Monday, July 1, 2013

What We Need Before We Go

"I want an official Red Ryder carbine-action 200-shot Range Model air rifle!"
                  (The correct answer to the question, "Ralphie, what would you like for Christmas?")


In every life, the world divides pretty neatly into all the things you need . . . 


. . . the things you think you need . . .

(Pick one)

. . . the things you definitely don't need . . .

Doughnut burger

. . . and the one thing you need to own before you die. This thing is different for different people, of course, and (except in cases of severe developmental problems) it alters over the span of a single person's lifetime. So while Ralphie may have wanted a Red Ryder air gun in his nonage, his middle years may have felt hollow for want of a Ferrari Testa Rossa 250, let's say . . . 


. . . or a cellared flagon of Pomerol in the proper year . . . 


. . . both of which I have hankered after at various times of life, though for want of $16.4 million my Ferrari lust was bound to be unrequited. I knew it, and knowing it cooled my ardor after a time. 

Still, there remains a bit of Ralphie in every geezer and Miguel is no exception. Idly searching the flyrods on Craigslist one dreary day in April, I chanced on an Orvis Battenkill two-piece Bakelite-impregnated seven-and-a-half foot six-weight with (not a compass in the stock, but) an Orvis Hardy-built CFO fly reel - all in immaculate condition. I said it all over again quickly, to myself, as though I were Ralphie answering The Question: "Ralphie, what would you like for Christmas?"


Nearly three months later I met its original owner and keeper of the tube on the main street of a Denver suburb. A stranger carrying an aluminum fly rod tube is no longer a stranger so far as I'm concerned. Not to mention that he stood out, as Raymond Chandler once wrote, "like a kangaroo in a dinner jacket." We walked to a park bench across the street, I unscrewed the cap to the tube, slid the rod sections out of their pouch, checked all the serial numbers (they matched), slipped one of the tips into the ferrule on the butt section, looked along a true span of Tonkin cane, and flexed it in a liquid arc above both our heads. The rod bent into a perfect bow behind and flexed forward in a mirror image. It felt fluid and powerful at once, much as I once might have said of a properly tended Chateau Petrus that it possessed both firmness of structure and delicacy of finish. 

So I handed over my envelope of cash, screwed the cap onto the tube, gathered up my Hardy-built reel (Hardy, the reel maker with the royal warrant) and drove back down the interstate and home. This was yesterday. In one of life's cruel ironies, I'm in Kansas today and rising trout are thin on the ground out here.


Task directions:
Below are records; copy every line among them that contains the word "structured".

● ● ● ● ● ● ●

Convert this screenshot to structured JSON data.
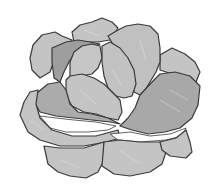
{
  "image": {
    "subject": "Lettuce head illustration",
    "style": "grayscale vector drawing",
    "colors": {
      "background": "#ffffff",
      "outline": "#3a3a3a",
      "leaf_light": "#c4c4c4",
      "leaf_mid": "#b3b3b3",
      "leaf_dark": "#9c9c9c",
      "vein": "#e6e6e6"
    }
  }
}
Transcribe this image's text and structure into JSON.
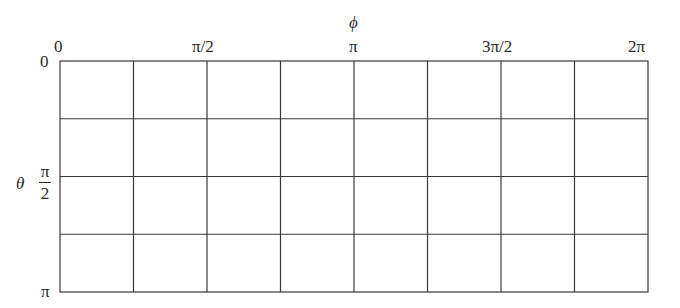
{
  "diagram": {
    "type": "grid",
    "x_axis": {
      "title": "ϕ",
      "ticks": [
        "0",
        "π/2",
        "π",
        "3π/2",
        "2π"
      ],
      "range": [
        "0",
        "2π"
      ]
    },
    "y_axis": {
      "title": "θ",
      "ticks": [
        "0",
        "π/2",
        "π"
      ],
      "tick_frac": {
        "num": "π",
        "den": "2"
      },
      "range": [
        "0",
        "π"
      ]
    },
    "grid": {
      "columns": 8,
      "rows": 4
    },
    "line_color": "#333333"
  }
}
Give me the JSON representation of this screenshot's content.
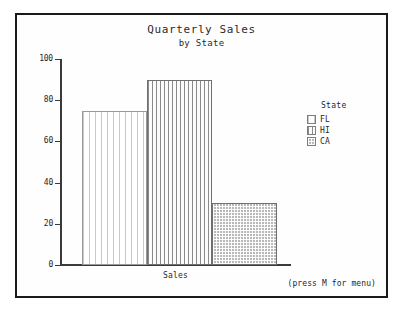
{
  "chart_data": {
    "type": "bar",
    "title": "Quarterly Sales",
    "subtitle": "by State",
    "xlabel": "Sales",
    "ylabel": "",
    "categories": [
      "Sales"
    ],
    "ylim": [
      0,
      100
    ],
    "yticks": [
      0,
      20,
      40,
      60,
      80,
      100
    ],
    "ytick_labels": [
      "0",
      "20",
      "40",
      "60",
      "80",
      "100"
    ],
    "grid": false,
    "legend_position": "right",
    "legend_title": "State",
    "series": [
      {
        "name": "FL",
        "values": [
          75
        ],
        "pattern": "sparse-vertical-lines",
        "color": "#c9c9c9"
      },
      {
        "name": "HI",
        "values": [
          90
        ],
        "pattern": "dense-vertical-stripes",
        "color": "#8a8a8a"
      },
      {
        "name": "CA",
        "values": [
          30
        ],
        "pattern": "crosshatch",
        "color": "#b9b9b9"
      }
    ]
  },
  "footer": {
    "hint": "(press M for menu)"
  }
}
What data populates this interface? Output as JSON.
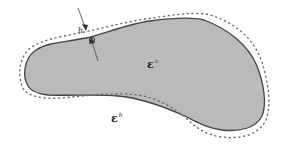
{
  "figure": {
    "type": "interface-region-diagram",
    "colors": {
      "region_fill": "#b9b9b9",
      "solid_outline": "#444444",
      "dashed_outline": "#666666",
      "arrow": "#555555",
      "background": "#ffffff"
    },
    "labels": {
      "inner": {
        "symbol": "ε",
        "superscript": "a"
      },
      "outer": {
        "symbol": "ε",
        "superscript": "b"
      },
      "thickness": "h"
    }
  }
}
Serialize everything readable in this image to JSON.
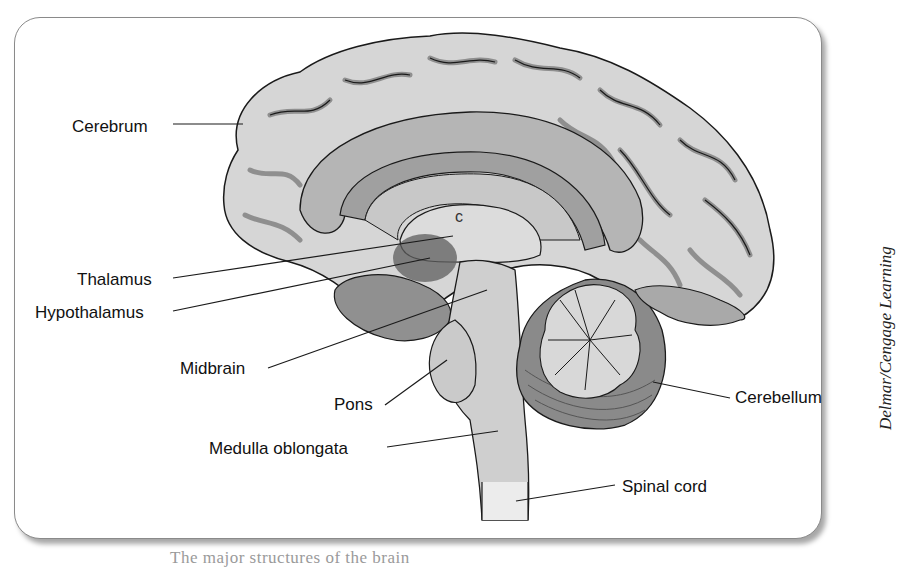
{
  "figure": {
    "credit": "Delmar/Cengage Learning",
    "caption_partial": "The major structures of the brain"
  },
  "labels": [
    {
      "id": "cerebrum",
      "text": "Cerebrum",
      "x": 72,
      "y": 118,
      "anchor": "right",
      "line": [
        173,
        124,
        243,
        124
      ]
    },
    {
      "id": "thalamus",
      "text": "Thalamus",
      "x": 77,
      "y": 271,
      "anchor": "right",
      "line": [
        173,
        278,
        453,
        236
      ]
    },
    {
      "id": "hypothalamus",
      "text": "Hypothalamus",
      "x": 35,
      "y": 304,
      "anchor": "right",
      "line": [
        173,
        311,
        430,
        258
      ]
    },
    {
      "id": "midbrain",
      "text": "Midbrain",
      "x": 180,
      "y": 360,
      "anchor": "right",
      "line": [
        268,
        368,
        487,
        290
      ]
    },
    {
      "id": "pons",
      "text": "Pons",
      "x": 334,
      "y": 396,
      "anchor": "right",
      "line": [
        385,
        405,
        447,
        360
      ]
    },
    {
      "id": "medulla",
      "text": "Medulla oblongata",
      "x": 209,
      "y": 440,
      "anchor": "right",
      "line": [
        387,
        447,
        498,
        431
      ]
    },
    {
      "id": "cerebellum",
      "text": "Cerebellum",
      "x": 735,
      "y": 389,
      "anchor": "left",
      "line": [
        653,
        382,
        730,
        398
      ]
    },
    {
      "id": "spinal_cord",
      "text": "Spinal cord",
      "x": 622,
      "y": 478,
      "anchor": "left",
      "line": [
        516,
        501,
        615,
        485
      ]
    }
  ],
  "colors": {
    "cortex_light": "#d9d9d9",
    "cortex_mid": "#a8a8a8",
    "sulcus": "#8c8c8c",
    "dark_region": "#6e6e6e",
    "brainstem": "#cfcfcf",
    "cerebellum_dark": "#8a8a8a",
    "outline": "#1a1a1a"
  }
}
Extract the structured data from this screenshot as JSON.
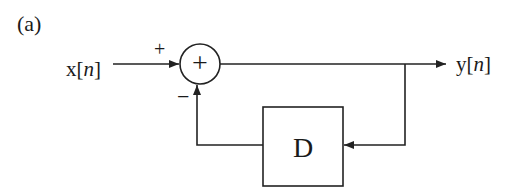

● ● ● ● ● ● ●

Completed exercise:
Convert this screenshot to structured JSON data.
Extract the structured data from this screenshot as JSON.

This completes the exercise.